The issue: A few weeks after changing from 6.6-current to 6.7-beta, it will change to 6.7 for a week or two before the actual release. The problem is that sysupgrade, fw_update, and pkg_add default to fetching sets, firmware, and packages for the version they are on now. If that changes from a snapshot to a release candidate, it won't update to the next release candidate or snapshot, only the following release when it comes out 6 months later, 6.8 in this example.

Here is where and why fw_update is instructed to run on the next reboot. It needs to always download from the snapshots folder and not look for a release directory that does not exist yet.

/usr/src/distrib/miniroot/install.sub:

Ensure that fw_update is run on reboot.

echo "/usr/sbin/fw_update -v" >>/mnt/etc/rc.firsttime

One solution: alias the options in /etc/profile to always fetch for a snapshot even when this happens. Don't use ~/.profile, because the root shell won't execute that when running sysupgrade or /etc/rc.firsttime later.

Step 2

Find out how sysupgrade calls install.sub to call fw_update. See if any changes are needed.

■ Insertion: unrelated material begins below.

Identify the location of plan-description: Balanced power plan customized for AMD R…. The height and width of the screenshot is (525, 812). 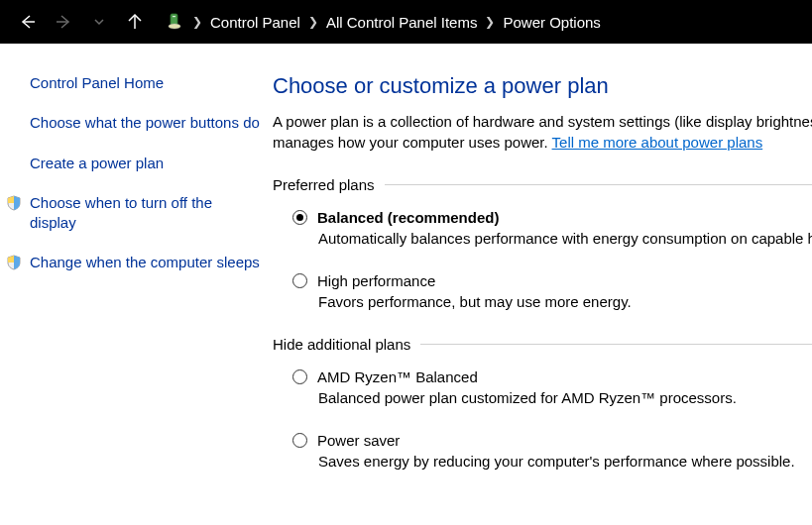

In the sysupgrade script, add pkg_add to /etc/rc.firsttime. I have observed that rc.firsttime is called, and needs to finish, before boot completes and the login prompt appears, probably before sshd starts too.

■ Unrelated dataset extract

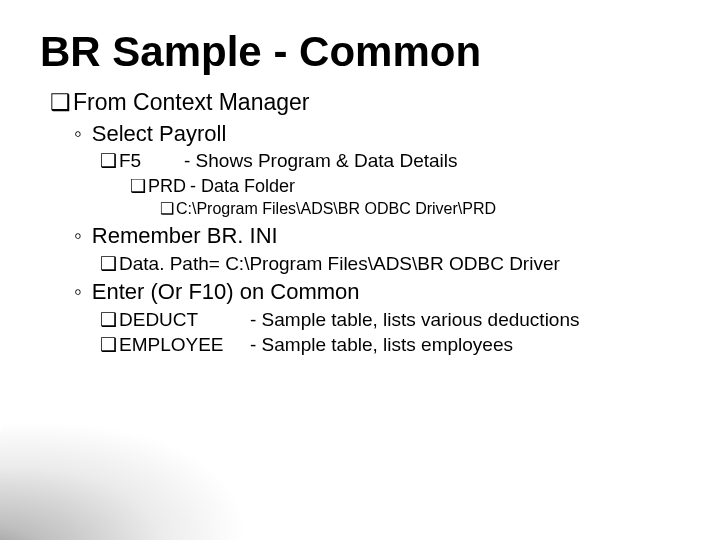 This screenshot has height=540, width=720. Describe the element at coordinates (377, 236) in the screenshot. I see `bullet-remember: ◦Remember BR. INI` at that location.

This can affect when I or monitoring or configuration management services such as Ansile can login and verify successfull updates and functioning, or (for me logging in) to just use the system if it's a laptop.

Need to check /etc/rc to verify.

In situations such as servers where the packages should really be updated before starting any /usr/local services from packages, it might be okay to delay allowing logins until this is done.

If however login should be allowed as soon as possible, then pkg_add should be called in rc.firsttime with the at(1) command.

Either the package services can start normally and pkg_add can run in the background (services might not restart and actually start using the newly-updated or patched executables).

Or the services should also be delayed from starting until pkg_add is done.